Daily Newsletter

08 March 2024

Daily Newsletter

08 March 2024

HMS St Albans refit: 55 months, 4.5km of welding, 350 inserts, and 5,500 steel repairs

The refit of HMS St Albans required fewer inserts than its older predecessors at just over half the number of HMS Sutherland and one-third of HMS Iron Duke.

Richard Thomas March 07 2024

The Royal Navy Type 23 frigate HMS St Albans has returned to sea to complete sea trials after the conclusion of the vessel’s 55-month-long refit period at Babcock’s Devonport Royal Dockyard, during which it required some 350 structural inserts and 5,500 steel repairs.

According to a release from the UK Ministry of Defence’s (MoD) Defence Equipment and Support, the inserts and steel repairs required 4.5km of welding in order to ensure HMS St Albans met Lloyds Register certification and could be returned to operations.

The frigate is one of a number of Type 23 class undergoing service life extension (LIFEX), recertification, or upkeep work at Babcock’s frigate halls at Devonport. Structural inserts typically remove degraded or rusted sections of hull or the ship’s superstructure, ranging in size from a small hand-sized plate to large panels.

HMS St Albans is the second Type 23 frigate to complete the Power Generation and Machinery Control Upgrade (PGMU), which has seen the replacement of all four diesel engines and generators, both motor-generator sets as well as “substantial changes and improvements” to switchboards and cooling systems.

The Royal Navy's Type 23 frigates are undergoing refit, refurbishment, or recertification processes in order to keep them operational until the incoming Type 26 and Type 31 frigates come online. Credit: UK MoD/Crown copyright

The Royal Navy frigate has also received the Sea Ceptor air defence system, improved sonar (S2150) and navigation radar (R1084) systems as well as upgrades to other combat, compass, communications, and sensor systems. Most of these upgrades are already fitted to current, older, Type 23 frigates.

The DE&S release stated that HMS St Albans upgrade programme built on the experience developed during work carried out on is sister ship HMS Richmond, which would “drive a considerable improvement in performance and resilience” of the vessel.

HMS St Albans will now commence its sea trials and UK-based training before returning to the Royal Navy later in the Spring, DE&S stated. The newest of the Type 23 frigate having been commissioned into service in 2002, the vessel is planned to leave service in 2035.

Growing difficulty in maintaining the Type 23 frigates

It has previously been reported that the UK Type 23 frigate HMS Sutherland required around 600 structural inserts during the vessel’s extensive upkeep programme currently being carried out at Babcock’s Royal Naval Dockyard located inside HMNB Devonport.
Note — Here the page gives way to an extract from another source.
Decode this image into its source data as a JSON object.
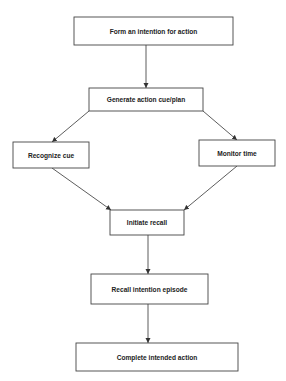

Another Type 23 frigate, HMS Iron Duke, required more than 1,000 structural inserts during its own upkeep process.

During an early-February press tour of Babcock’s Royal Dockyard, a number of Type 23 frigates, including HMS St Albans, were seen at various stages of their refit process.

However, it has been previusly reported by Naval Technology that the overall length of time that a Type 23 frigate is spending in refit and refurbishment programmes is increasing, as the fleet ages and becomes more difficult to maintain. Each ship of the class was originally intended to have an 18-year service life before replacement, but this has been extended through a series of refits.

The cost and length of time it takes to refit and refurbish a Type 23 frigate is increasing as the class ages. Credit: UK MoD/Crown copyright

From 2011-2017 each of the then 13 Type 23 frigates underwent a LIFEX or refit period, with the duration of each programme ranging from 12 months up to 36 months. From 2018 onwards the figures increase, with the first three vessels to undergo earlier work returned to the shipyards for between 37-49 months.

The refit of HMS St Albans, at more than four-and-a-half years, is an outlier, and the longest time a Type 23 frigate has been in refurbishment.

In line with vessel class certification rules, the out-of-service date of warships can be extended for a maximum of six years following completion of each upkeep maintenance programme.

The cost to refit and maintain the ageing class is also a factor, with HMS Iron Duke’s 2023 refit costing more than £100m over a 52-month period. By comparison, in the financial year 2023-24, £100m was allocated for Type 23 refits.

Although the Type 23 frigates are being upgraded and sustained until their replacement Type 26 and Type 31 frigates come online, it is likely that more of the ageing warships could depart, with the fate of HMS Westminster, with the vessel widely reported in 2023 to be in poor material condition.